Chant

Soffit is a builder’s word, a carpenter’s word—
like fascia and header and stud.  Top plate
and joist.  Soffit though has a mantra quality.
Whisper it over and over as you slip into deep
meditation.  soffit, soffit, soffit…

 As if to quietly call the angels to your side,
whispering low so they have to move in close
to hear.  What is it you want, they ask—nothing.
What is it you want—nothing.
Want being deceiver’s word, a labyrinth.

The soffit seals the attic, keeping out squirrels
and raccoons, though a determined creature
may find its way in.  You set out a trap.
Raccoon may be a mantra word as well,
though you hesitate to use it.

It’s raining.  You check for leaks,
an old habit.  You listen to the rain
as if the patterns were code one deciphers,
rain being a sacred gift—like air.
What is it you want—nothing.

You are dry and warm inside your house.
Puddles form on the driveway.

Brady
From an Upstairs Window

 

Each to Each

The center of the world is here—he pins the spot
in a straw grass field—declares it for queen
and country, will gladly shed what is required,
blood if asked, sweat and grind—the air smelling
of saw dust.  He grips the handle of a tool—
shovel, hoe, sword, spear—the real of it is lost
in the glaze.
 
I find you in an empty room— you look up
from your book, not all that pleased to see me.
 
He drives to a desert mountain town to drink tequila
with an old war buddy.  They sink into the pine wood
floor while the bartender pours another shot.  Shares
an old tale without speaking.  He leaves and makes
his way down an alley in the darkness, his feet dancing
on the edge of the solar system.
 
Finds the old house, abandoned now—a shattered
window.  Shimmies the door lock and enters—
the rooms bare.  Moonlight.
 
You look up from your book.
 
                        Brady
                        From an Upstairs Window

I Shall Pick the Flowers Myself

September, and I am already pushing spring
in my mind, though winter is pleasant enough—
no mosquitos.  Late August showers, spindly rain
lilies—don’t remember seeing them before—
showing themselves for a few days.

I saw you working your garden, bent over a row
of beans—driving by last week, last month
it may have been—wishing I could paint
the impression, but am more than a hundred
years too late.

Too late to celebrate the feelings one once had,
Virginia says, before the light of shell fire
revealed the world—puffed and stuffed
with straw—still I saw you working your garden,
wanted to paint you there—

Mixing colors on a palette, white cotton trousers—
as in wearing them cuffed—greens and browns
wildflowers on the side of the road, lazy susans
and daisies—brushed yellows.  Summer gives
way to September—then October.

Pumpkins and cranberries, whipped cream
and whiskey in your coffee, a twinge of regret—

 Brady

From an Upstairs Window

Fault Lines

I live on the edge of black gumbo farm land
to the east and fractured limestone mesas
that defined west for me.  From the dam,
I see both vistas.  One stretches toward the gulf
with red snapper, shrimp, and words like bayou.
The other seems like another planet—I expect
to see a different sun, maybe a second moon.

Before the dam, on a back road now under
the deep blue green waters of a lake, I kissed
a girl one sparkling afternoon after bathing
in the river.  We lay in the grass and laughed.
How simple and easy—the music on the car radio
as we drove back to town.  It must have been
Saturday.

Kennedy and Diem were months dead—the FBI
fumbling to decipher The Kingsmen—every night at ten
what were the words—all kinds of ways
We stop for hamburgers and fries.  We lie to each
other, knowing but somehow still believing
the possibility of a different world, of an extra moon.
The god damn moon.

I look east and south and wonder how long
it would take to float the river to its mouth.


(Instructions to follow): Exact reproductions of all the entries, please, and no pictures.

Dataset records on visual material:
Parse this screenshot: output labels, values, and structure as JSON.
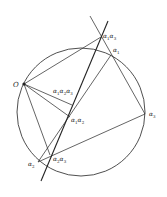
{
  "diagram": {
    "title": "",
    "points": {
      "O": {
        "label": "O"
      },
      "a1": {
        "label": "α",
        "sub": "1"
      },
      "a2": {
        "label": "α",
        "sub": "2"
      },
      "a3": {
        "label": "α",
        "sub": "3"
      },
      "a1a2": {
        "label": "α",
        "sub": "1",
        "label2": "α",
        "sub2": "2"
      },
      "a1a3": {
        "label": "α",
        "sub": "1",
        "label2": "α",
        "sub2": "3"
      },
      "a2a3": {
        "label": "α",
        "sub": "2",
        "label2": "α",
        "sub2": "3"
      },
      "a1a2a3": {
        "label": "α",
        "sub": "1",
        "label2": "α",
        "sub2": "2",
        "label3": "α",
        "sub3": "3"
      }
    },
    "colors": {
      "stroke": "#222222",
      "background": "#ffffff"
    }
  }
}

(Expected answer):
Parse this screenshot: output labels, values, and structure as JSON.
{
  "diagram": {
    "title": "",
    "points": {
      "O": {
        "label": "O"
      },
      "a1": {
        "label": "α",
        "sub": "1"
      },
      "a2": {
        "label": "α",
        "sub": "2"
      },
      "a3": {
        "label": "α",
        "sub": "3"
      },
      "a1a2": {
        "label": "α",
        "sub": "1",
        "label2": "α",
        "sub2": "2"
      },
      "a1a3": {
        "label": "α",
        "sub": "1",
        "label2": "α",
        "sub2": "3"
      },
      "a2a3": {
        "label": "α",
        "sub": "2",
        "label2": "α",
        "sub2": "3"
      },
      "a1a2a3": {
        "label": "α",
        "sub": "1",
        "label2": "α",
        "sub2": "2",
        "label3": "α",
        "sub3": "3"
      }
    },
    "colors": {
      "stroke": "#222222",
      "background": "#ffffff"
    }
  }
}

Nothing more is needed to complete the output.